Use your situation to build a handful of locations, filled with encounters and choose a quest hook and that’s one whole of an adventure done. If players ignore it, decide how the problem escalates from there (or have another group deal with it and reap the rewards) and if they follow up on it, ensure that it leads to something else.

 

For example. Betty is a villager, Gregor a bandit and Graww is a bear. Gregor has been hunting Graww’s family, so Graww has been attacking nearby humanoids and has recently injured Betty’s husband who is now lost in the woods. The twist is that Gregor’s boss has been hired by the local lord’s political rival and is attempting to sow discord into their lands.

 

After the session, you can review the situation and extrapolate new plots. If the bandits are all dead, the political rival might try something more drastic. If the bandits are alive, they may beg the players to save their families who are being used as blackmail. If the party were really interested in the bears, perhaps one of their caves has a dungeon inside that has also riled them up. If the townsfolk were the favourites of the session, the scenario turns towards a town celebration of the player’s acomplishments.

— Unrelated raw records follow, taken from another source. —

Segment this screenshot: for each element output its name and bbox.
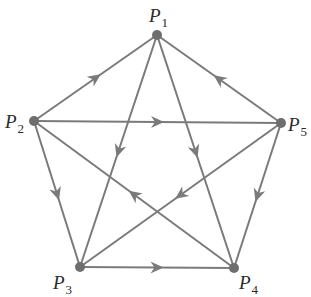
- arrowhead-icon: [214, 75, 228, 88]
- labels-group: P1P2P3P4P5: [4, 5, 307, 297]
- node-label-letter: P: [52, 272, 65, 293]
- directed-graph-diagram: P1P2P3P4P5: [0, 0, 311, 297]
- node-label-subscript: 4: [252, 282, 259, 297]
- node-label-subscript: 2: [18, 121, 25, 136]
- arrowheads-group: [49, 74, 265, 273]
- node-p5: [276, 118, 286, 128]
- node-p2: [29, 116, 39, 126]
- node-label-p3: P3: [52, 272, 72, 297]
- node-label-p4: P4: [238, 272, 259, 297]
- node-label-subscript: 5: [301, 124, 308, 139]
- node-label-letter: P: [4, 111, 17, 132]
- node-label-p1: P1: [148, 5, 168, 30]
- node-p1: [152, 30, 162, 40]
- node-label-letter: P: [287, 114, 300, 135]
- arrowhead-icon: [87, 74, 101, 86]
- node-label-subscript: 1: [162, 15, 169, 30]
- node-p3: [75, 262, 85, 272]
- node-label-p2: P2: [4, 111, 24, 136]
- edges-group: [34, 35, 281, 268]
- nodes-group: [29, 30, 286, 273]
- arrowhead-icon: [129, 191, 143, 204]
- node-label-letter: P: [148, 5, 161, 26]
- node-label-subscript: 3: [66, 282, 73, 297]
- arrowhead-icon: [175, 186, 189, 199]
- node-p4: [229, 263, 239, 273]
- node-label-p5: P5: [287, 114, 307, 139]
- node-label-letter: P: [238, 272, 251, 293]
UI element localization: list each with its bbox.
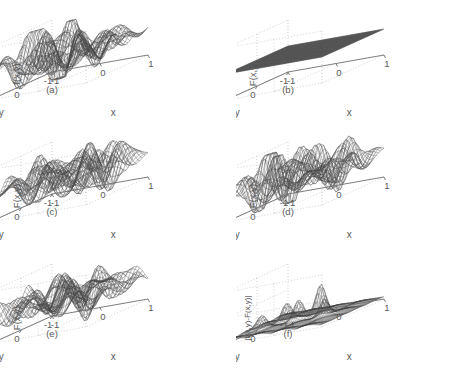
surface-panel-d: 200-20-10110-1xyF(x,y)(d) [236,122,472,244]
x-tick-label: 0 [336,311,341,322]
y-axis-label: y [0,107,4,118]
x-tick-label: 1 [384,58,389,69]
y-tick-label: 0 [14,89,19,100]
mesh-surface [236,136,384,213]
surface-panel-f: 20100-10110-1xy|f(x,y)-F(x,y)|(f) [236,244,472,366]
panel-identifier: (b) [282,84,294,95]
x-tick-label: 0 [336,189,341,200]
axes [0,48,148,100]
panel-identifier: (d) [282,206,294,217]
x-tick-label: 0 [100,189,105,200]
x-tick-label: 1 [384,302,389,313]
y-axis-label: y [236,107,240,118]
z-axis-label: |f(x,y)-F(x,y)| [243,295,252,340]
y-axis-ticks: 10-1 [0,194,52,236]
x-axis-label: x [347,107,352,118]
z-axis-label: F(x,y) [247,62,258,86]
x-tick-label: 1 [148,58,153,69]
y-axis-ticks: 10-1 [0,72,52,114]
y-axis-label: y [0,229,4,240]
x-tick-label: 1 [148,180,153,191]
x-tick-label: 0 [100,67,105,78]
mesh-surface [236,29,384,74]
x-axis-label: x [347,229,352,240]
x-tick-label: 0 [100,311,105,322]
panel-identifier: (a) [46,84,58,95]
y-tick-label: 0 [14,211,19,222]
y-axis-ticks: 10-1 [236,72,288,114]
y-tick-label: 0 [14,333,19,344]
x-axis-label: x [111,107,116,118]
panel-identifier: (e) [46,328,58,339]
y-axis-label: y [0,351,4,362]
z-axis-label: F(x,y) [11,306,22,330]
y-axis-ticks: 10-1 [236,194,288,236]
mesh-surface [0,141,148,205]
mesh-surface [0,266,148,327]
grid-lines [236,264,384,344]
surface-panel-e: 200-20-10110-1xyF(x,y)(e) [0,244,236,366]
surface-panel-c: 200-20-10110-1xyF(x,y)(c) [0,122,236,244]
x-tick-label: 0 [336,67,341,78]
x-axis-ticks: -101 [51,299,154,330]
x-axis-label: x [111,229,116,240]
y-axis-label: y [236,351,240,362]
x-axis-label: x [347,351,352,362]
y-axis-label: y [236,229,240,240]
surface-panel-b: 200-20-10110-1xyF(x,y)(b) [236,0,472,122]
z-axis-label: F(x,y) [11,184,22,208]
x-tick-label: 1 [384,180,389,191]
z-axis-label: f(x,y) [11,63,22,84]
y-tick-label: 0 [250,89,255,100]
panel-identifier: (c) [46,206,57,217]
panel-identifier: (f) [284,328,293,339]
y-tick-label: 0 [250,211,255,222]
x-axis-label: x [111,351,116,362]
surface-panel-a: 200-20-10110-1xyf(x,y)(a) [0,0,236,122]
x-tick-label: 1 [148,302,153,313]
figure-canvas: 200-20-10110-1xyf(x,y)(a)200-20-10110-1x… [0,0,473,368]
z-axis-label: F(x,y) [247,184,258,208]
axes [0,170,148,222]
mesh-surface [0,19,148,89]
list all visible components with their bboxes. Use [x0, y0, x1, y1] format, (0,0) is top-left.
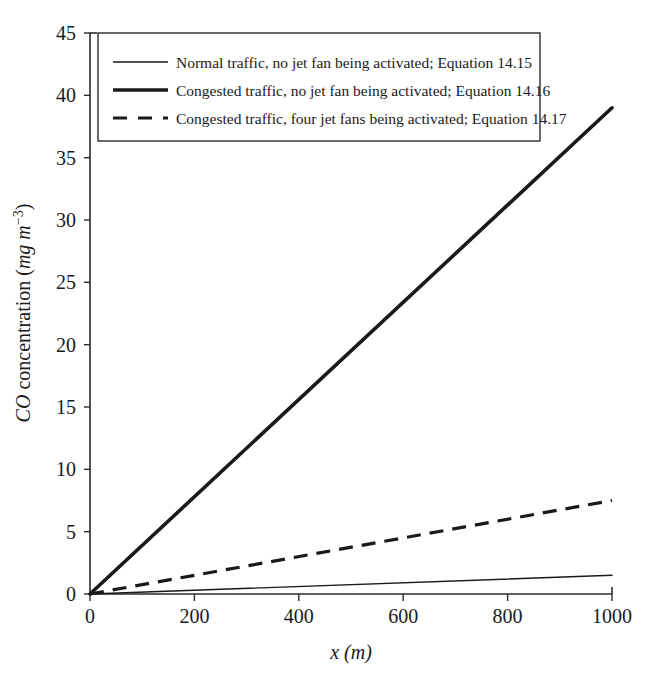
legend-entry-congested-no-fan[interactable]: Congested traffic, no jet fan being acti… — [113, 82, 550, 99]
series-line-congested-four-fans — [90, 501, 612, 595]
x-tick-label: 600 — [388, 605, 418, 627]
legend-entry-congested-four-fans[interactable]: Congested traffic, four jet fans being a… — [113, 110, 567, 127]
y-tick-label: 0 — [66, 583, 76, 605]
x-tick-label: 800 — [493, 605, 523, 627]
x-tick-group: 0 200 400 600 800 1000 — [85, 594, 632, 627]
legend: Normal traffic, no jet fan being activat… — [98, 33, 567, 141]
x-tick-label: 400 — [284, 605, 314, 627]
legend-label: Congested traffic, no jet fan being acti… — [176, 82, 550, 99]
y-tick-label: 5 — [66, 521, 76, 543]
x-tick-label: 200 — [179, 605, 209, 627]
y-axis-title-unit-a: mg — [12, 245, 35, 269]
y-tick-label: 30 — [56, 209, 76, 231]
series-line-congested-no-fan — [90, 108, 612, 594]
y-tick-label: 15 — [56, 396, 76, 418]
y-axis-title-close: ) — [12, 204, 35, 211]
y-tick-label: 45 — [56, 22, 76, 44]
y-axis-title-mid: concentration ( — [12, 269, 35, 395]
legend-label: Congested traffic, four jet fans being a… — [176, 110, 567, 127]
chart-figure: 0 5 10 15 20 25 30 35 40 45 0 200 400 60… — [0, 0, 653, 675]
y-axis-title: CO concentration (mg m−3) — [11, 204, 35, 423]
legend-entry-normal-traffic[interactable]: Normal traffic, no jet fan being activat… — [113, 54, 532, 71]
y-axis-title-sup: −3 — [11, 210, 26, 225]
series-group — [90, 108, 612, 594]
chart-canvas: 0 5 10 15 20 25 30 35 40 45 0 200 400 60… — [0, 0, 653, 675]
y-tick-label: 25 — [56, 271, 76, 293]
y-tick-label: 20 — [56, 334, 76, 356]
y-axis-title-unit-b: m — [12, 225, 34, 239]
y-tick-group: 0 5 10 15 20 25 30 35 40 45 — [56, 22, 90, 605]
x-axis-title: x (m) — [329, 641, 372, 664]
legend-label: Normal traffic, no jet fan being activat… — [176, 54, 532, 71]
x-axis-title-unit: (m) — [344, 641, 372, 664]
x-tick-label: 1000 — [592, 605, 632, 627]
x-tick-label: 0 — [85, 605, 95, 627]
x-axis-title-var: x — [329, 641, 339, 663]
y-tick-label: 10 — [56, 458, 76, 480]
y-tick-label: 35 — [56, 147, 76, 169]
series-line-normal-traffic — [90, 575, 612, 594]
y-tick-label: 40 — [56, 84, 76, 106]
y-axis-title-lead: CO — [12, 395, 34, 423]
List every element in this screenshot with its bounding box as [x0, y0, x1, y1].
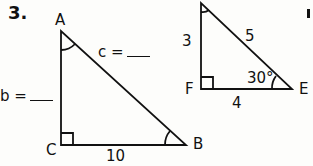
angle-arc-b: [165, 131, 170, 145]
vertex-label-a: A: [55, 13, 65, 28]
side-b-text: b =: [0, 87, 27, 105]
side-c-label: c =: [98, 44, 150, 60]
side-b-label: b =: [0, 88, 53, 104]
vertex-label-c: C: [46, 143, 56, 158]
side-c-text: c =: [98, 43, 124, 61]
edge-mark: [307, 9, 310, 18]
problem-number: 3.: [8, 4, 27, 22]
angle-arc-top: [201, 10, 209, 12]
right-angle-mark-c: [61, 133, 73, 145]
vertex-label-b: B: [193, 137, 203, 152]
angle-e-value: 30°: [247, 71, 274, 86]
vertex-label-e: E: [299, 82, 308, 97]
side-horizontal-value: 4: [232, 96, 242, 111]
side-hypotenuse-value: 5: [245, 29, 255, 44]
side-a-value: 10: [106, 149, 125, 164]
side-vertical-value: 3: [182, 34, 192, 49]
side-b-blank[interactable]: [30, 88, 53, 101]
vertex-label-f: F: [185, 82, 194, 97]
right-angle-mark-f: [201, 77, 213, 89]
side-c-blank[interactable]: [127, 44, 150, 57]
angle-arc-a: [61, 44, 75, 50]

     If the players decided to do something else - that’s ok. Escalate the situation, if the characters are still in the locale - the bandits might grow bold and attack the settlement directly, or be gifted a druid by the political rival to focus the animal attacks.

Session Preparation

Prepare one session at a time, only focusing on the immediate impact of the players.

Inspired by my own experiences and by the valuable insights shared by creators such as Mystic Arts, Bandit’s Keep, Dungeon Masterpiece, Questing Beast, Dungeon Craft, Pointy Hat, Bob World Builder, Archlich, Quinns Quest, The Alexandrian, Deficient Master, Sly Flourish, and the warm grumblings within the OSR subreddit.